[The Firing Line by Robert W. Chambers]@TWC D-Link bookThe Firing Line CHAPTER IX 31/38
Lofty aim and high ideal, the cultivated endeavour of good citizenship, loyalty to aspiration, courage, self-respect, and the noble living of life; they had also spoken of these things together--there in the golden gloom of the old-time parlour when she was fourteen and he master of his fate and twenty. But there came into his life a brilliant woman who stayed a year and left his name a mockery: Malcourt's only sister, now Lady Tressilvain, doubtfully conspicuous with her loutish British husband, among those continentals where titles serve rather to obscure than enlighten inquiry. The wretched affair dragged its full offensive length through the international press; leaving him with his divorce signed and a future endurable only when his senses had been sufficiently drugged.
In sober intervals he now had neuritis and a limp to distract his mind; also his former brother-in-law with professions of esteem and respect and a tendency to borrow.
And drunk or sober he had the _Ariani_.
But the house that Youth had built in the tinted obscurity of an old New York parlour--no, he didn't have that; and even memory of it were wellnigh gone had not Constance Palliser spoken from the shadows of the past. He lifted his glass unsteadily and replaced it.
Then slowly he raised his head and looked full at Constance Palliser. "It's too late," he said; "but I wish I had known that you remembered." "Would you have built it, Jim ?" He looked at her again, then shook his head: "For whom am I to build, Constance ?" She leaned forward, glancing at the unconscious Hamil, then dropped her voice: "Build it for the Boy that Was, Jim." "A headstone would be fitter--and less expensive." "I am not asking you to build in memory of the dead.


Assigned task ▸ Each line of the data below that holds the word "výzvu" is to be reported in full.

+++ Extracted records

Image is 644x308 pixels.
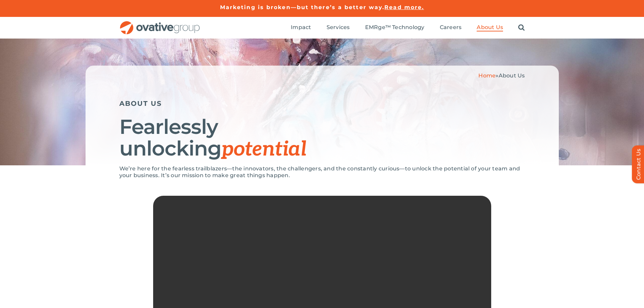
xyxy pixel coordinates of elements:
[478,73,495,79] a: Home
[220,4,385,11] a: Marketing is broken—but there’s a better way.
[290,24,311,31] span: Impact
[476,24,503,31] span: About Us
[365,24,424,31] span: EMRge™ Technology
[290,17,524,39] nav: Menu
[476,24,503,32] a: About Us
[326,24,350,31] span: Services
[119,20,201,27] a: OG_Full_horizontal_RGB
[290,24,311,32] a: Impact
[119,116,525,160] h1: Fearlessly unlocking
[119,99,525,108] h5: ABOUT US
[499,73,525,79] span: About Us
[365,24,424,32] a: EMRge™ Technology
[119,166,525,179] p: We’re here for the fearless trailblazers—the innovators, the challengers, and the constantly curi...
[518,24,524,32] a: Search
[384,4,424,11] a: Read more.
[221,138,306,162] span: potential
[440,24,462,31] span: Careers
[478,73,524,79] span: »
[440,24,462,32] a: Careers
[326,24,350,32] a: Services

++++++
+++ Extracted records

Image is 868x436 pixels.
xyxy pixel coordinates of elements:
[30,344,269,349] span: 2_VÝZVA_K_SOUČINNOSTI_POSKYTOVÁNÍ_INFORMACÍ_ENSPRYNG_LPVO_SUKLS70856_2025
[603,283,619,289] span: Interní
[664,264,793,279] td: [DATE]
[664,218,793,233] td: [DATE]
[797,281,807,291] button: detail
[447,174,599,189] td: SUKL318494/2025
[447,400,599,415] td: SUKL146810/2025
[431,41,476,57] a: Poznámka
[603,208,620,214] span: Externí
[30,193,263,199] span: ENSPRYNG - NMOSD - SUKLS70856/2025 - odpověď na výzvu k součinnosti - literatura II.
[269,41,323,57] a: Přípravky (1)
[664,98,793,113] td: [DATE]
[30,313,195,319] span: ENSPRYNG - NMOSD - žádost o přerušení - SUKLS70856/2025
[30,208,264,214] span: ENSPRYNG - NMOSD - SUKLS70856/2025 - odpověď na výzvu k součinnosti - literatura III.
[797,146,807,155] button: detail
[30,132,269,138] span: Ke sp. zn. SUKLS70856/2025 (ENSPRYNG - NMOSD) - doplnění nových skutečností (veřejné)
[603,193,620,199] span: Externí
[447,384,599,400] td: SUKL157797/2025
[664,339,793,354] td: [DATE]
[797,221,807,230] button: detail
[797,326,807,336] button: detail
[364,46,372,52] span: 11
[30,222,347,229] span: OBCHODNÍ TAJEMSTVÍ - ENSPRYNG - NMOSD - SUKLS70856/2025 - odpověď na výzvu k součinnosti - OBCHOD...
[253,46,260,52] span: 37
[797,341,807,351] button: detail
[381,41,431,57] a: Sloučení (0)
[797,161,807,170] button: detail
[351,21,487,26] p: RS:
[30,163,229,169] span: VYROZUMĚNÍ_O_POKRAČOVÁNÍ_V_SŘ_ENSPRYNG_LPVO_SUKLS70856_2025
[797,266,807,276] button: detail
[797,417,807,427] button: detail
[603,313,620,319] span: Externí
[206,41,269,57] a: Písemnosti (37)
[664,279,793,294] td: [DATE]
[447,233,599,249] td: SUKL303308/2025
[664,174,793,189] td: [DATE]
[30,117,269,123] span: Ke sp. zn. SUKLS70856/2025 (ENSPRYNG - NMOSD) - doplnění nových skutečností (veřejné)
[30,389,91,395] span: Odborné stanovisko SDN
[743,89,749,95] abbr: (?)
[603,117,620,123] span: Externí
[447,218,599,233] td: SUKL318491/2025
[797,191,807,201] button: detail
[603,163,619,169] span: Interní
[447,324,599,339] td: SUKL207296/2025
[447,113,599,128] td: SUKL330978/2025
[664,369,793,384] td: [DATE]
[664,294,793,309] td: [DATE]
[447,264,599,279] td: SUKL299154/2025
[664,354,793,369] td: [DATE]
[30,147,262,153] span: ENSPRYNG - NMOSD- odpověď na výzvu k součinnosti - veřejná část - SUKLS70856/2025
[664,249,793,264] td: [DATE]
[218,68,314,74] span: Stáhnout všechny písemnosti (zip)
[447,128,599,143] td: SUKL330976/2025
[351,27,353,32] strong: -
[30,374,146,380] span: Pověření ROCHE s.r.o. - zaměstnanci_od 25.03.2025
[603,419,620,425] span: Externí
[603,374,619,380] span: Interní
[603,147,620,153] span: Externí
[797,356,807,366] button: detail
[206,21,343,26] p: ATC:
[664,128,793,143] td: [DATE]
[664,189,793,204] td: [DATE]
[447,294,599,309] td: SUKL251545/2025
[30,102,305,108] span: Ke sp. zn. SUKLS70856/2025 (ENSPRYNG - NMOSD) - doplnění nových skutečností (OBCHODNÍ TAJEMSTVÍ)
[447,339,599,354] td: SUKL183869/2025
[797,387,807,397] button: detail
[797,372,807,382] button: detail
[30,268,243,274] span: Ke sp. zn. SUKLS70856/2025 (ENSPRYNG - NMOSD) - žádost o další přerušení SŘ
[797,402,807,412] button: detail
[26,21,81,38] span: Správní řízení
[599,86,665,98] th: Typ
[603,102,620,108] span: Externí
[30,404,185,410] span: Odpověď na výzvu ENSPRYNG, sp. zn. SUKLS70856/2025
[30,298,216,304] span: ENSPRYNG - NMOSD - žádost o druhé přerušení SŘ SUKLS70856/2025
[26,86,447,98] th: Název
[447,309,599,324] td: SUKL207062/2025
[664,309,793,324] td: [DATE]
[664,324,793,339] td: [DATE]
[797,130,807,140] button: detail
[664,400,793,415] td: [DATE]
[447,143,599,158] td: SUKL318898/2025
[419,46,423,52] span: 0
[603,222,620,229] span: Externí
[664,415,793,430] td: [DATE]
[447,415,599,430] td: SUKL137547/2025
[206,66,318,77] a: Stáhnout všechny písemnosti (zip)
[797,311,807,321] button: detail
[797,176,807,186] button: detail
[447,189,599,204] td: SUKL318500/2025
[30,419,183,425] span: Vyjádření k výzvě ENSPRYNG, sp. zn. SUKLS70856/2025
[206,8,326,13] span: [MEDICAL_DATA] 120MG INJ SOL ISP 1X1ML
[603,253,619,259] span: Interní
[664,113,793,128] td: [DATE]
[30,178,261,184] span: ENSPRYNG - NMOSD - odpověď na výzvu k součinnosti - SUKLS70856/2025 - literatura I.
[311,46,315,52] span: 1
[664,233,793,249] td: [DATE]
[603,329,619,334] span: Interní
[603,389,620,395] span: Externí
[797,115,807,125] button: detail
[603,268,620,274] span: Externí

++++++

Answer ▸
[30,193,263,199] span: ENSPRYNG - NMOSD - SUKLS70856/2025 - odpověď na výzvu k součinnosti - literatura II.
[30,208,264,214] span: ENSPRYNG - NMOSD - SUKLS70856/2025 - odpověď na výzvu k součinnosti - literatura III.
[30,222,347,229] span: OBCHODNÍ TAJEMSTVÍ - ENSPRYNG - NMOSD - SUKLS70856/2025 - odpověď na výzvu k součinnosti - OBCHOD...
[30,147,262,153] span: ENSPRYNG - NMOSD- odpověď na výzvu k součinnosti - veřejná část - SUKLS70856/2025
[30,404,185,410] span: Odpověď na výzvu ENSPRYNG, sp. zn. SUKLS70856/2025
[30,178,261,184] span: ENSPRYNG - NMOSD - odpověď na výzvu k součinnosti - SUKLS70856/2025 - literatura I.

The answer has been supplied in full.